Jocelyn Lindenger

Engineering leader, systems thinker, founder.

I've spent twenty years building software systems and leading engineering teams across startups, scale-ups, and public-sector organizations. My work sits at the intersection of technical systems and human ones: how organizations make decisions, how authority functions inside teams, and how to design both so that people can actually do good work inside them.

I'm currently building Orillo, a developer tool for engineering organizations. I'm also developing Consentful Leadership, a framework for what it means to design the systems people work inside with consent, transparency, and agency as structural principles.

I'm relocating to Barcelona in 2026 to build within the European startup ecosystem.

What I'm working on

Startup

Orillo

A developer tool for engineering organizations. Coming 2026.

Framework

Consentful Leadership

A leadership framework grounded in a structural claim: every leader designs the system their people work inside, and most do it by default. Consentful Leadership is the practice of doing it deliberately, with consent as a structural principle. Developed through twenty years of engineering leadership.

Side project

WhatFits

Capacity-first task management for people with variable energy. Built on spoon theory: the core question is "what fits within my capacity today?" not "what should I do?" No guilt, no streaks, no punishment for saying not today.

About

I'm a queer, trans, disabled, and neurodivergent engineering leader. These aren't biographical footnotes. They directly shape how I think about systems, power, capacity, and what it means to design organizations people can actually be whole inside of.

My technical background spans Python, TypeScript, React, Ruby on Rails, and AWS. My leadership experience centers on building inclusive engineering teams, mentoring engineers and managers, and designing both technical and organizational systems. I've worked at Gusto, Regard, and across early- and late-stage startups and government.

I'm interested in how AI tools are changing engineering work, how organizations govern themselves, and how the invisible structures that shape what people can do inside institutions can be made visible and intentional.

Get in touch

I'm open to conversations about engineering leadership, AI governance in engineering organizations, and the kind of consulting work where these things overlap.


*WHAT NEEDS TO BE DONE:* Go through the entries below and return every line that contains "parse".

(Dataset listings of figures)

________________________

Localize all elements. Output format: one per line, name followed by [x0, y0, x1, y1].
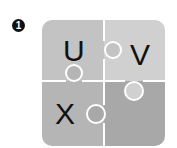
letter-x: X [55, 97, 75, 130]
letter-u: U [63, 34, 85, 67]
letter-v: V [130, 38, 150, 71]
puzzle-icon: U V X [0, 0, 177, 148]
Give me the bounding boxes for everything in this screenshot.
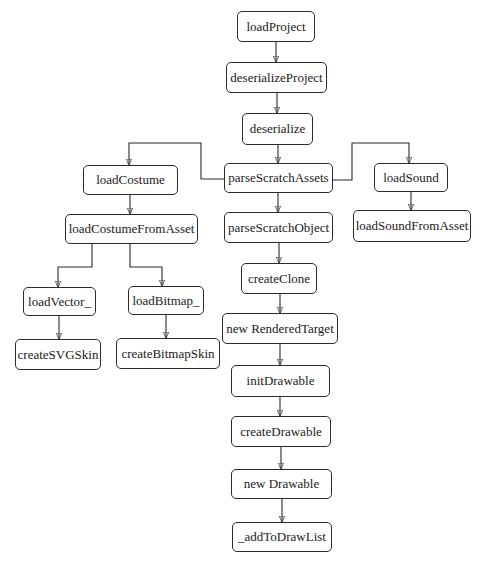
call-flow-diagram: loadProjectdeserializeProjectdeserialize… <box>0 0 486 568</box>
node-parse-scratch-assets[interactable]: parseScratchAssets <box>224 163 333 193</box>
node-create-bitmap-skin[interactable]: createBitmapSkin <box>116 338 220 369</box>
node-create-drawable[interactable]: createDrawable <box>231 416 331 447</box>
edge-loadCostumeFromAsset-to-loadBitmap_ <box>130 244 162 286</box>
node-create-svgskin[interactable]: createSVGSkin <box>15 339 101 370</box>
node-new-drawable[interactable]: new Drawable <box>231 469 332 499</box>
node-init-drawable[interactable]: initDrawable <box>231 365 330 397</box>
node-load-project[interactable]: loadProject <box>237 11 315 42</box>
node-load-sound[interactable]: loadSound <box>374 163 448 192</box>
edge-group <box>58 42 411 522</box>
edge-loadCostumeFromAsset-to-loadVector_ <box>58 244 92 287</box>
node-deserialize-project[interactable]: deserializeProject <box>226 62 327 93</box>
node-load-bitmap[interactable]: loadBitmap_ <box>128 286 204 315</box>
node-parse-scratch-object[interactable]: parseScratchObject <box>224 212 333 243</box>
node-load-costume-from-asset[interactable]: loadCostumeFromAsset <box>65 214 198 244</box>
node-load-costume[interactable]: loadCostume <box>83 165 178 195</box>
node-deserialize[interactable]: deserialize <box>242 113 313 145</box>
node-load-vector[interactable]: loadVector_ <box>23 287 96 316</box>
node-new-rendered-target[interactable]: new RenderedTarget <box>222 313 338 344</box>
node-load-sound-from-asset[interactable]: loadSoundFromAsset <box>353 210 471 242</box>
node-create-clone[interactable]: createClone <box>241 263 317 294</box>
node-add-to-draw-list[interactable]: _addToDrawList <box>232 522 332 552</box>
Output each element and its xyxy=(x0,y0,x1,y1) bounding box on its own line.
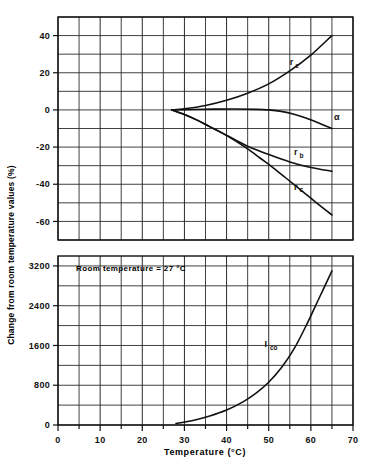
y-axis-title: Change from room temperature values (%) xyxy=(6,165,16,345)
bottom-y-tick-label-3200: 3200 xyxy=(29,261,50,271)
bottom-y-tick-label-2400: 2400 xyxy=(29,301,50,311)
curve-label-rb-subscript: b xyxy=(300,152,304,159)
x-tick-label-60: 60 xyxy=(306,435,317,445)
x-tick-label-20: 20 xyxy=(137,435,148,445)
curve-label-re-subscript: e xyxy=(295,62,299,69)
x-tick-label-40: 40 xyxy=(221,435,232,445)
x-tick-label-50: 50 xyxy=(263,435,274,445)
x-tick-label-0: 0 xyxy=(55,435,60,445)
top-y-tick-label-0: 0 xyxy=(45,105,50,115)
x-tick-label-70: 70 xyxy=(348,435,359,445)
curve-label-alpha: α xyxy=(334,112,340,122)
chart-figure: 01020304050607040200-20-40-6032002400160… xyxy=(0,0,369,476)
room-temperature-note: Room temperature = 27 °C xyxy=(76,264,186,273)
curve-label-rc-subscript: c xyxy=(300,186,304,193)
top-y-tick-label--20: -20 xyxy=(36,142,50,152)
chart-canvas: 01020304050607040200-20-40-6032002400160… xyxy=(0,0,369,476)
top-y-tick-label--40: -40 xyxy=(36,179,50,189)
bottom-y-tick-label-0: 0 xyxy=(45,420,50,430)
curve-label-Ico-subscript: co xyxy=(270,344,278,351)
x-tick-label-30: 30 xyxy=(179,435,190,445)
curve-label-rb: r xyxy=(294,147,298,157)
curve-label-re: r xyxy=(290,57,294,67)
bottom-y-tick-label-800: 800 xyxy=(34,380,50,390)
x-tick-label-10: 10 xyxy=(95,435,106,445)
top-y-tick-label-40: 40 xyxy=(39,31,50,41)
curve-label-rc: r xyxy=(294,182,298,192)
top-y-tick-label-20: 20 xyxy=(39,68,50,78)
top-y-tick-label--60: -60 xyxy=(36,217,50,227)
bottom-y-tick-label-1600: 1600 xyxy=(29,341,50,351)
curve-label-Ico: I xyxy=(265,339,268,349)
x-axis-title: Temperature (°C) xyxy=(164,447,246,457)
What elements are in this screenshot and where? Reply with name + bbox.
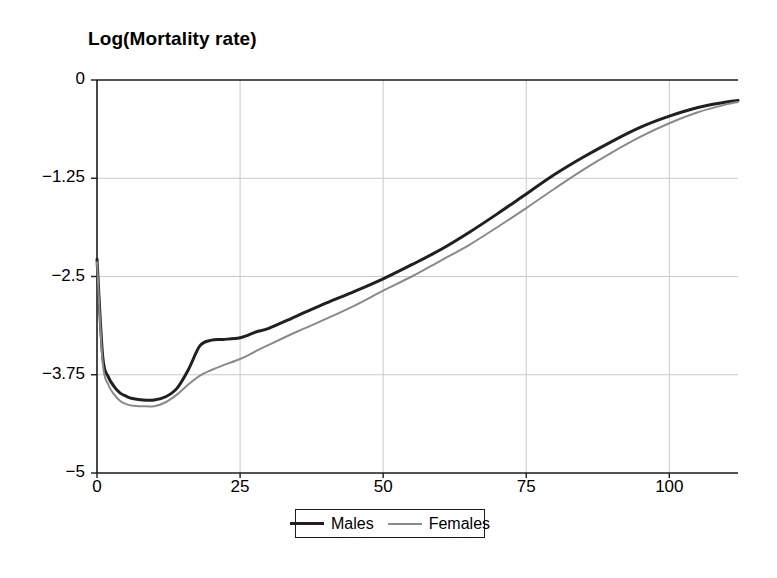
y-tick-label-text: −2.5 [51,266,85,286]
x-tick-label: 100 [655,477,683,497]
legend-line-swatch-males-icon [290,522,324,525]
y-tick-label-text: −5 [66,462,85,482]
chart-figure: Log(Mortality rate) 0−1.25−2.5−3.75−5 02… [0,0,777,578]
series-line-males [97,100,738,400]
x-tick-label: 75 [517,477,536,497]
x-tick-label: 50 [374,477,393,497]
legend-entry-females: Females [388,515,490,533]
y-tick-label-text: 0 [76,69,85,89]
x-tick-label: 0 [92,477,101,497]
y-tick-label-text: −3.75 [42,364,85,384]
data-series-group [97,100,738,406]
legend-line-swatch-females-icon [388,523,422,525]
legend-entry-males: Males [290,515,374,533]
gridlines-group [97,80,738,473]
legend-label-males: Males [331,515,374,533]
y-tick-label-text: −1.25 [42,167,85,187]
chart-legend: Males Females [295,509,485,538]
x-tick-label: 25 [231,477,250,497]
legend-label-females: Females [429,515,490,533]
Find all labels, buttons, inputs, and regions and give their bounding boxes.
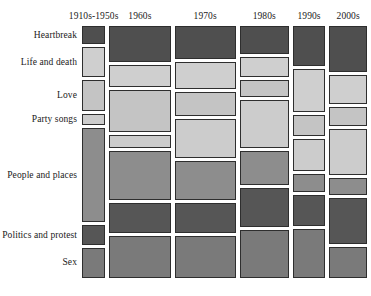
mosaic-tile[interactable]: [293, 115, 326, 136]
mosaic-tile[interactable]: [109, 135, 170, 148]
row-label-life-and-death: Life and death: [21, 57, 77, 68]
row-label-people-and-places: People and places: [7, 170, 77, 181]
mosaic-tile[interactable]: [82, 80, 105, 111]
mosaic-tile[interactable]: [82, 114, 105, 125]
mosaic-column-1980s: [240, 26, 289, 278]
mosaic-tile[interactable]: [293, 26, 326, 66]
mosaic-tile[interactable]: [175, 236, 236, 278]
mosaic-tile[interactable]: [109, 151, 170, 201]
mosaic-tile[interactable]: [329, 129, 367, 175]
mosaic-column-1960s: [109, 26, 170, 278]
mosaic-tile[interactable]: [240, 80, 289, 96]
row-label-love: Love: [57, 90, 77, 101]
mosaic-tile[interactable]: [329, 26, 367, 72]
mosaic-column-1990s: [293, 26, 326, 278]
mosaic-tile[interactable]: [109, 203, 170, 233]
mosaic-tile[interactable]: [240, 26, 289, 54]
row-label-party-songs: Party songs: [32, 114, 77, 125]
mosaic-tile[interactable]: [329, 198, 367, 244]
mosaic-tile[interactable]: [240, 57, 289, 78]
row-label-heartbreak: Heartbreak: [34, 30, 77, 41]
mosaic-tile[interactable]: [109, 90, 170, 132]
mosaic-tile[interactable]: [82, 225, 105, 244]
mosaic-tile[interactable]: [175, 161, 236, 200]
mosaic-tile[interactable]: [175, 203, 236, 233]
mosaic-column-1910s-1950s: [82, 26, 105, 278]
row-label-politics-and-protest: Politics and protest: [2, 230, 77, 241]
mosaic-tile[interactable]: [109, 65, 170, 86]
mosaic-tile[interactable]: [240, 151, 289, 185]
column-header-2000s: 2000s: [288, 8, 371, 24]
mosaic-tile[interactable]: [329, 178, 367, 195]
mosaic-tile[interactable]: [82, 26, 105, 44]
mosaic-tile[interactable]: [82, 128, 105, 223]
mosaic-plot-figure: 1910s-1950s1960s1970s1980s1990s2000s Hea…: [0, 0, 371, 296]
mosaic-tile[interactable]: [240, 188, 289, 227]
mosaic-column-2000s: [329, 26, 367, 278]
row-label-sex: Sex: [62, 257, 77, 268]
mosaic-tile[interactable]: [82, 47, 105, 77]
mosaic-tile[interactable]: [329, 247, 367, 278]
mosaic-tile[interactable]: [293, 139, 326, 171]
mosaic-tile[interactable]: [293, 174, 326, 192]
mosaic-tile[interactable]: [175, 26, 236, 59]
mosaic-tile[interactable]: [109, 26, 170, 62]
mosaic-tile[interactable]: [329, 75, 367, 104]
mosaic-tile[interactable]: [329, 107, 367, 126]
row-label-band: HeartbreakLife and deathLoveParty songsP…: [0, 0, 82, 296]
mosaic-tile[interactable]: [82, 248, 105, 278]
mosaic-tile[interactable]: [240, 230, 289, 278]
mosaic-tile[interactable]: [293, 69, 326, 112]
mosaic-tile[interactable]: [175, 119, 236, 157]
mosaic-column-1970s: [175, 26, 236, 278]
mosaic-tile[interactable]: [109, 236, 170, 278]
mosaic-tile[interactable]: [175, 62, 236, 89]
mosaic-tile[interactable]: [240, 100, 289, 148]
mosaic-tile[interactable]: [293, 229, 326, 278]
mosaic-tile[interactable]: [293, 195, 326, 226]
mosaic-plot-area: [82, 26, 367, 278]
mosaic-tile[interactable]: [175, 92, 236, 116]
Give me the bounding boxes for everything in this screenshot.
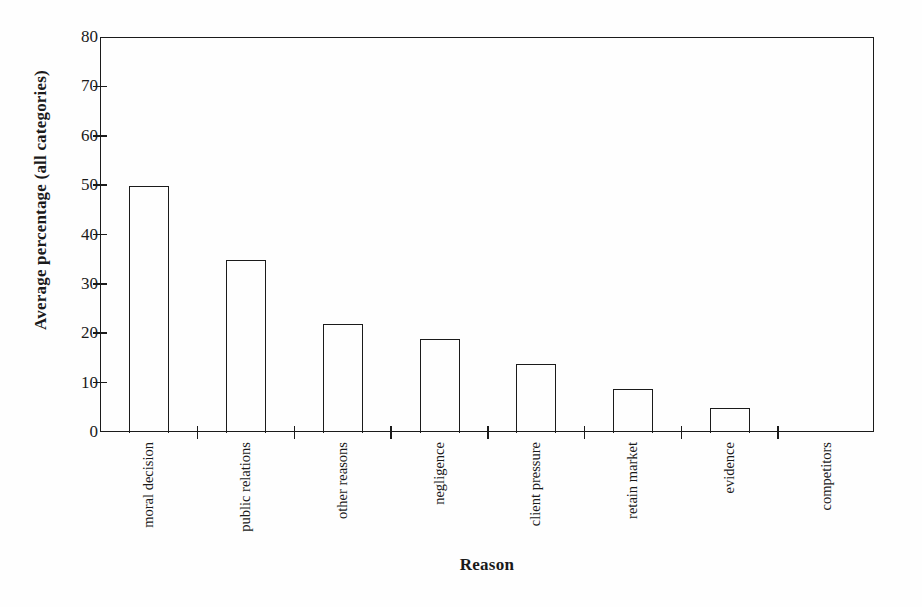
- bar: [710, 408, 750, 433]
- y-axis-tick-label: 60: [38, 125, 98, 147]
- chart-page: Average percentage (all categories) 0102…: [0, 0, 922, 607]
- x-axis-tick-mark: [681, 426, 683, 439]
- bar: [516, 364, 556, 433]
- x-axis-tick-mark: [777, 426, 779, 439]
- y-axis-tick-label: 80: [38, 26, 98, 48]
- x-axis-title: Reason: [100, 555, 874, 575]
- y-axis-tick-label: 20: [38, 322, 98, 344]
- bar: [323, 324, 363, 433]
- bar: [420, 339, 460, 433]
- y-axis-tick-label: 70: [38, 75, 98, 97]
- plot-frame: [100, 37, 874, 432]
- y-axis-tick-label: 0: [38, 421, 98, 443]
- bar: [129, 186, 169, 433]
- x-axis-tick-mark: [487, 426, 489, 439]
- x-axis-tick-mark: [584, 426, 586, 439]
- bar: [226, 260, 266, 433]
- bar: [613, 389, 653, 433]
- y-axis-tick-label: 10: [38, 372, 98, 394]
- y-axis-tick-label: 40: [38, 224, 98, 246]
- y-axis-tick-label: 50: [38, 174, 98, 196]
- y-axis-tick-label: 30: [38, 273, 98, 295]
- x-axis-tick-mark: [294, 426, 296, 439]
- x-axis-tick-mark: [390, 426, 392, 439]
- x-axis-tick-mark: [197, 426, 199, 439]
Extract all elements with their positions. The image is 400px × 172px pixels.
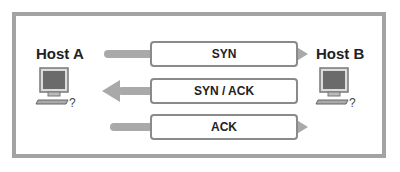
host-b-label: Host B	[316, 45, 364, 62]
host-a-label: Host A	[36, 45, 84, 62]
host-b-computer-icon: ?	[312, 66, 358, 112]
synack-arrow-head-icon	[102, 80, 120, 102]
host-a-computer-icon: ?	[32, 66, 78, 112]
synack-message-box: SYN / ACK	[150, 78, 298, 104]
ack-message-box: ACK	[150, 114, 298, 140]
syn-message-box: SYN	[150, 41, 298, 67]
svg-text:?: ?	[69, 96, 76, 110]
svg-text:?: ?	[349, 96, 356, 110]
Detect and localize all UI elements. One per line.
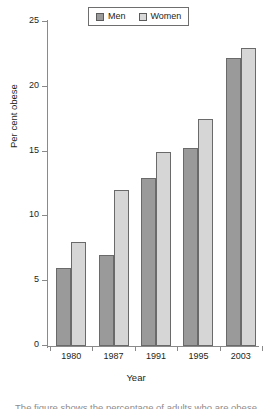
cut-off-caption: The figure shows the percentage of adult… [0, 402, 272, 409]
y-tick-25: 25 [42, 21, 47, 22]
y-axis-title: Per cent obese [8, 136, 20, 148]
y-tick-label-25: 25 [29, 15, 39, 26]
y-axis-line [47, 20, 48, 348]
y-tick-5: 5 [42, 280, 47, 281]
legend-entry-women: Women [139, 12, 182, 21]
bar-men-1987 [99, 255, 114, 346]
legend-swatch-men-icon [96, 13, 104, 21]
bar-women-1980 [71, 242, 86, 346]
legend-swatch-women-icon [139, 13, 147, 21]
bar-men-1995 [183, 148, 198, 346]
x-tick-1995 [177, 346, 178, 351]
bar-men-1980 [56, 268, 71, 346]
bar-men-1991 [141, 178, 156, 346]
x-tick-1987 [92, 346, 93, 351]
x-tick-end [262, 346, 263, 351]
y-tick-label-20: 20 [29, 80, 39, 91]
x-tick-1991 [135, 346, 136, 351]
y-tick-label-15: 15 [29, 145, 39, 156]
bar-chart-figure: Men Women Per cent obese 0510152025 1980… [0, 0, 272, 409]
bar-women-1995 [198, 119, 213, 346]
y-tick-15: 15 [42, 151, 47, 152]
y-tick-0: 0 [42, 345, 47, 346]
legend-entry-men: Men [96, 12, 126, 21]
x-tick-2003 [220, 346, 221, 351]
bar-women-1987 [114, 190, 129, 346]
bar-women-1991 [156, 152, 171, 346]
x-axis-line [47, 346, 259, 347]
legend-label-women: Women [151, 12, 182, 21]
x-axis-title: Year [0, 372, 272, 384]
bar-men-2003 [226, 58, 241, 346]
bar-women-2003 [241, 48, 256, 346]
plot-area: 0510152025 19801987199119952003 [47, 22, 259, 346]
legend-label-men: Men [108, 12, 126, 21]
x-tick-1980 [50, 346, 51, 351]
y-tick-10: 10 [42, 215, 47, 216]
y-tick-label-10: 10 [29, 209, 39, 220]
y-tick-label-5: 5 [34, 274, 39, 285]
y-tick-20: 20 [42, 86, 47, 87]
y-tick-label-0: 0 [34, 339, 39, 350]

________________________

*SOLUTION BELOW:*
node-parse-scratch-assets[interactable]: parseScratchAssets <box>224 163 333 193</box>
node-parse-scratch-object[interactable]: parseScratchObject <box>224 212 333 243</box>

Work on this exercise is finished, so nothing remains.